Jupiter

This image shows a realistic view of what it would look like to be orbiting near Jupiter's moon Io as Jupiter comes into view displaying its Great Red Spot. The extraordinarily dark rings discovered in the Voyager missions are exaggerated to make them visible. This computer visualization was created using data from both NASA's Voyager and Galileo missions. (From the Voyage scale model solar system, developed by Challenger Center for Space Science Education, the Smithsonian Institution, and NASA. Image created by ARC Science Simulations © 2001.)

The model Jupiter is the size of a marble, making it a giant in comparison to the planets of the inner solar system. Indeed, Jupiter is so different from the planets of the inner solar system that we must create an entirely new mental image of the term planet. Its mass is more than 300 times that of the Earth, and its volume is more than 1,000 times that of the Earth. Its most famous feature--a long-lived storm called the Great Red Spot--is itself large enough to swallow two or three Earths. Like the Sun, Jupiter is made primarily of hydrogen and helium and has no solid surface. If you plunged deep into Jupiter, you would be crushed by the increasing gas pressure long before you ever reached its core.

Jupiter reigns over at least 28 moons and a thin set of rings (too faint to be seen in most photographs). The four largest moons--Io, Europa, Ganymede, and Callisto (often called the Galilean moons because they were discovered by Galileo)--are fascinating worlds in their own right and are easily visible on the scale of the model solar system. Io is the most volcanically active place in the solar system. Europa's icy crust probably hides a subsurface ocean of liquid water, making Europa a promising place to search for life. Indeed, as we'll discuss in Chapter 11, the moons of Jupiter and the other outer planets are at least as interesting as the planets themselves.

This map shows Jupiter's location in the Voyage scale model solar system on the National Mall in Washington, DC. The image at the top of the page (next to title) shows Jupiter's size on the scale.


### Your instructions
The answer is one number. Say how many lines in the entries below include the word "Rotormodel".

Items listed in a dataset:
....
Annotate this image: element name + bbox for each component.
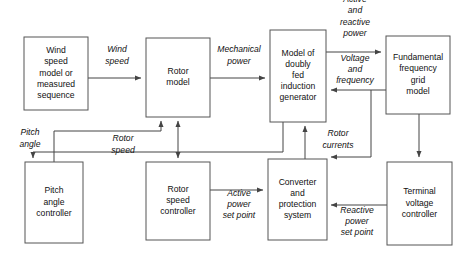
pitch-angle-signal-label: Pitchangle	[19, 128, 40, 149]
fundamental-frequency-grid-model-block[interactable]: Fundamentalfrequencygridmodel	[386, 36, 450, 114]
active-and-reactive-power-signal-label-line: reactive	[340, 17, 370, 27]
converter-and-protection-system-block[interactable]: Converterandprotectionsystem	[268, 159, 327, 240]
rotor-currents-signal-label-line: currents	[322, 140, 354, 150]
active-and-reactive-power-signal-label-line: Active	[342, 0, 367, 4]
terminal-voltage-controller-block[interactable]: Terminalvoltagecontroller	[387, 162, 452, 245]
rotor-model-block[interactable]: Rotormodel	[146, 38, 210, 117]
rotor-speed-signal-label: Rotorspeed	[111, 134, 135, 155]
fundamental-frequency-grid-model-block-label-line: frequency	[399, 64, 437, 74]
reactive-power-set-point-signal-label-line: power	[344, 216, 370, 226]
pitch-angle-controller-block-label-line: controller	[36, 208, 71, 218]
doubly-fed-induction-generator-block-label-line: Model of	[282, 48, 316, 58]
voltage-and-frequency-signal-label-line: Voltage	[341, 53, 370, 63]
wind-speed-model-block-label-line: sequence	[37, 90, 74, 100]
fundamental-frequency-grid-model-block-label-line: Fundamental	[393, 52, 443, 62]
wind-speed-model-block[interactable]: Windspeedmodel ormeasuredsequence	[24, 37, 88, 110]
doubly-fed-induction-generator-block-label-line: fed	[292, 70, 304, 80]
pitch-angle-controller-block-label-line: Pitch	[44, 186, 63, 196]
terminal-voltage-controller-block-label-line: controller	[402, 209, 437, 219]
rotor-speed-signal-label-line: Rotor	[112, 134, 134, 144]
active-and-reactive-power-signal-label-line: and	[348, 6, 363, 16]
converter-and-protection-system-block-label: Converterandprotectionsystem	[279, 177, 317, 221]
converter-and-protection-system-block-label-line: protection	[279, 199, 317, 209]
mechanical-power-signal-label-line: power	[226, 56, 252, 66]
doubly-fed-induction-generator-block-label-line: generator	[280, 93, 317, 103]
fundamental-frequency-grid-model-block-label-line: grid	[411, 75, 426, 85]
converter-and-protection-system-block-label-line: Converter	[279, 177, 317, 187]
rotor-currents-signal-label-line: Rotor	[327, 129, 349, 139]
active-power-set-point-signal-label-line: power	[226, 199, 252, 209]
active-and-reactive-power-signal-label-line: power	[342, 28, 368, 38]
rotor-speed-controller-block-label-line: controller	[160, 206, 195, 216]
terminal-voltage-controller-block-label: Terminalvoltagecontroller	[402, 187, 437, 219]
rotor-model-block-label-line: Rotor	[167, 66, 188, 76]
fundamental-frequency-grid-model-block-label-line: model	[406, 86, 429, 96]
active-power-set-point-signal-label-line: Active	[226, 188, 251, 198]
rotor-model-block-label: Rotormodel	[166, 66, 189, 87]
active-power-set-point-signal-label-line: set point	[223, 210, 256, 220]
reactive-power-set-point-signal-label-line: Reactive	[340, 205, 374, 215]
rotor-model-block-label-line: model	[166, 77, 189, 87]
wind-speed-signal-label-line: Wind	[107, 45, 127, 55]
pitch-angle-signal-label-line: Pitch	[20, 128, 39, 138]
reactive-power-set-point-signal-label-line: set point	[341, 227, 374, 237]
wind-speed-signal-label: Windspeed	[105, 45, 129, 66]
converter-and-protection-system-block-label-line: system	[284, 211, 311, 221]
wind-speed-model-block-label-line: model or	[39, 68, 73, 78]
rotor-speed-signal-label-line: speed	[111, 145, 135, 155]
voltage-and-frequency-signal-label-line: frequency	[336, 75, 374, 85]
wind-speed-model-block-label-line: measured	[37, 79, 75, 89]
terminal-voltage-controller-block-label-line: Terminal	[403, 187, 436, 197]
converter-and-protection-system-block-label-line: and	[290, 188, 305, 198]
rotor-speed-controller-block[interactable]: Rotorspeedcontroller	[146, 162, 210, 240]
doubly-fed-induction-generator-block[interactable]: Model ofdoublyfedinductiongenerator	[270, 30, 326, 122]
mechanical-power-signal-label-line: Mechanical	[217, 45, 262, 55]
wind-turbine-block-diagram: Windspeedmodel ormeasuredsequenceRotormo…	[0, 0, 471, 269]
pitch-angle-controller-block-label-line: angle	[43, 197, 64, 207]
pitch-angle-controller-block[interactable]: Pitchanglecontroller	[25, 162, 83, 243]
terminal-voltage-controller-block-label-line: voltage	[406, 198, 434, 208]
voltage-and-frequency-signal-label-line: and	[348, 64, 363, 74]
pitch-angle-signal-label-line: angle	[19, 139, 40, 149]
doubly-fed-induction-generator-block-label-line: induction	[281, 81, 316, 91]
rotor-speed-controller-block-label-line: Rotor	[167, 184, 188, 194]
wind-speed-model-block-label-line: Wind	[46, 45, 66, 55]
wind-speed-model-block-label-line: speed	[44, 57, 68, 67]
wind-speed-signal-label-line: speed	[105, 56, 129, 66]
doubly-fed-induction-generator-block-label-line: doubly	[285, 59, 311, 69]
rotor-speed-controller-block-label-line: speed	[166, 195, 190, 205]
....
### Exercise result
2